Well, watch them and see. And laugh. Laugh at the so-funny-because-it's-true analysis of the absurdity of predicting the date of the Second Coming. Laugh at the silliness of American cultural Christianity, pointed up as only someone who has been through it can do. Squirm, perhaps, at some of uncomfortably weird theology and cosmology coming from an author who, I must nevertheless believe, is a Christian with his head screwed on right. Snicker while you squirm -- an effect common to so much comedy these days -- because, if you've been reading Mattress Police, you'll recognize many details of Diesel's portrait of heaven and hell as point-by-point allegory of his observations on life in the professional world. TV's sitcom "The Office" is funniest to those who have worked in similar situations. Mercury Falls takes that same deeply funny experience to a trasncendent level.

Before I buy this book for all my fundamentalist Christian friends and relatives (so I can rub their noses in it), and for some of my non-fundamentalist Christian loved ones (so they can laugh along with me), I want to leave you with a quote that, I hope, will give you an idea of the flavor of Diesel's humor and the childlike, angelic charm of his hero.
"No worries," Mercury said. "I think I've figured out a way for everyone to live happily ever after."

"Everybody?"

"Well, almost everybody.

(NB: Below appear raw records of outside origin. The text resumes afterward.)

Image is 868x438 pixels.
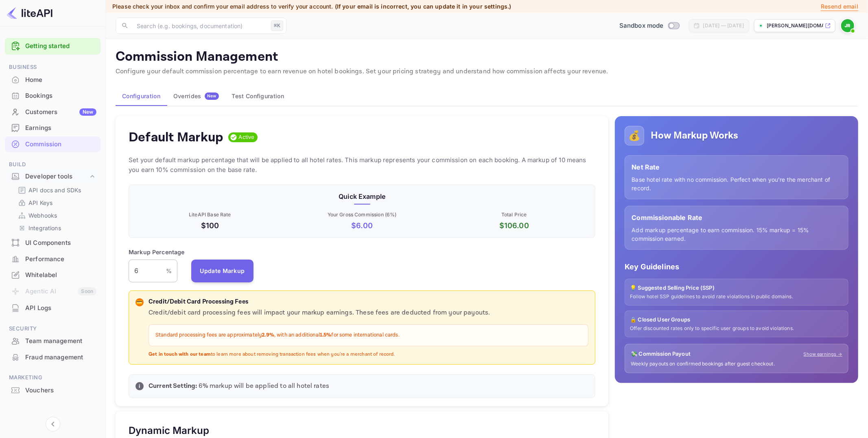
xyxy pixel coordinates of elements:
a: UI Components [5,235,101,250]
div: Commission [25,140,97,149]
p: 💳 [137,299,142,306]
p: $100 [135,220,284,231]
a: Home [5,72,101,87]
span: Build [5,160,101,169]
strong: 2.9% [262,332,274,338]
button: Configuration [116,87,167,106]
a: Show earnings → [804,351,842,358]
div: Earnings [5,120,101,136]
p: Credit/Debit Card Processing Fees [148,297,588,307]
p: Follow hotel SSP guidelines to avoid rate violations in public domains. [630,294,844,300]
img: LiteAPI logo [7,7,52,20]
p: i [139,383,140,390]
div: Fraud management [25,353,97,362]
p: API Keys [29,199,52,207]
div: Switch to Production mode [616,21,683,30]
strong: Get in touch with our team [148,351,211,357]
div: Webhooks [15,209,97,221]
span: Active [235,133,258,141]
p: Credit/debit card processing fees will impact your markup earnings. These fees are deducted from ... [148,308,588,318]
a: CustomersNew [5,104,101,119]
p: Commissionable Rate [632,212,842,223]
a: Vouchers [5,383,101,397]
div: Vouchers [25,386,97,395]
span: Marketing [5,373,101,383]
p: Set your default markup percentage that will be applied to all hotel rates. This markup represent... [129,155,596,175]
div: CustomersNew [5,104,101,120]
p: Weekly payouts on confirmed bookings after guest checkout. [631,360,842,368]
p: 💰 [628,128,641,143]
a: Whitelabel [5,267,101,282]
div: Whitelabel [5,267,101,283]
span: Security [5,325,101,334]
div: Commission [5,137,101,152]
p: Webhooks [29,211,57,220]
p: Net Rate [632,162,842,172]
div: API docs and SDKs [15,184,97,196]
div: Home [25,75,97,85]
p: $ 106.00 [440,220,589,231]
div: Customers [25,107,97,117]
div: Performance [5,251,101,267]
a: Earnings [5,120,101,135]
button: Collapse navigation [45,417,60,431]
div: API Logs [5,300,101,316]
a: Fraud management [5,350,101,365]
p: 💡 Suggested Selling Price (SSP) [630,284,844,292]
p: Your Gross Commission ( 6 %) [288,211,437,218]
a: Bookings [5,88,101,103]
span: Sandbox mode [619,21,664,30]
div: Developer tools [5,169,101,184]
div: Getting started [5,38,101,55]
span: (If your email is incorrect, you can update it in your settings.) [335,3,512,10]
input: Search (e.g. bookings, documentation) [132,17,268,34]
span: Please check your inbox and confirm your email address to verify your account. [112,3,333,10]
div: Performance [25,255,97,264]
a: Performance [5,251,101,267]
a: Integrations [18,224,94,232]
p: 🔒 Closed User Groups [630,316,844,324]
p: Quick Example [135,192,588,201]
div: Developer tools [25,172,88,181]
p: 6 % markup will be applied to all hotel rates [148,381,588,391]
strong: 1.5% [320,332,332,338]
h5: How Markup Works [651,129,739,142]
div: UI Components [25,238,97,248]
div: Bookings [5,88,101,104]
strong: Current Setting: [148,382,197,390]
button: Test Configuration [225,87,291,106]
p: API docs and SDKs [29,186,82,195]
div: Fraud management [5,350,101,366]
a: API Keys [18,199,94,207]
input: 0 [129,260,166,282]
a: Getting started [25,42,97,51]
div: API Logs [25,304,97,313]
h4: Default Markup [129,129,224,146]
span: New [204,93,219,98]
a: API docs and SDKs [18,186,94,195]
p: Markup Percentage [129,248,185,257]
p: to learn more about removing transaction fees when you're a merchant of record. [148,351,588,358]
a: Commission [5,137,101,152]
p: Standard processing fees are approximately , with an additional for some international cards. [156,331,582,340]
p: % [166,267,172,275]
p: 💸 Commission Payout [631,350,691,358]
p: Offer discounted rates only to specific user groups to avoid violations. [630,325,844,332]
p: Total Price [440,211,589,218]
p: LiteAPI Base Rate [135,211,284,218]
p: Base hotel rate with no commission. Perfect when you're the merchant of record. [632,175,842,192]
a: Team management [5,334,101,348]
p: $ 6.00 [288,220,437,231]
div: Whitelabel [25,270,97,280]
div: [DATE] — [DATE] [703,22,744,29]
p: Key Guidelines [625,261,849,272]
p: Add markup percentage to earn commission. 15% markup = 15% commission earned. [632,226,842,243]
div: Team management [25,337,97,346]
p: Integrations [29,224,61,232]
p: Commission Management [116,49,858,65]
div: Bookings [25,91,97,101]
p: Resend email [821,2,858,11]
button: Update Markup [191,260,254,282]
div: Home [5,72,101,88]
a: API Logs [5,300,101,316]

And not so much happy as only mildly disgruntled."

"And the 'ever after' part?"

"Actually," said Mercury thoughtfully, "it's more like 'for the very short term future.' So, to modify my original statement slightly, I've probably found a way to keep almost everyone from becoming more than mildly disgruntled for the very near future."
Many people may never hear about Diesel's hilarious book. Some may be more than mildly disgruntled by it. May you be among those in between, who experience for yourself the spiritually healing power of laughter... even if some of it is at yourself. Don't expect the earnestness of a Left Behind novel, or the chaste pastiness of a church-library-friendly piece of religious fiction. Prepare, instead, for a test of whether an adult fantasy about Armageddon can pull the nose of American Christianity without taking a dump on the faith once delivered. I would like to chat with Diesel sometime about precisely where he is coming from. But where he's going is clear. Based on this first novel, I see a great career in humorist fiction in store for him.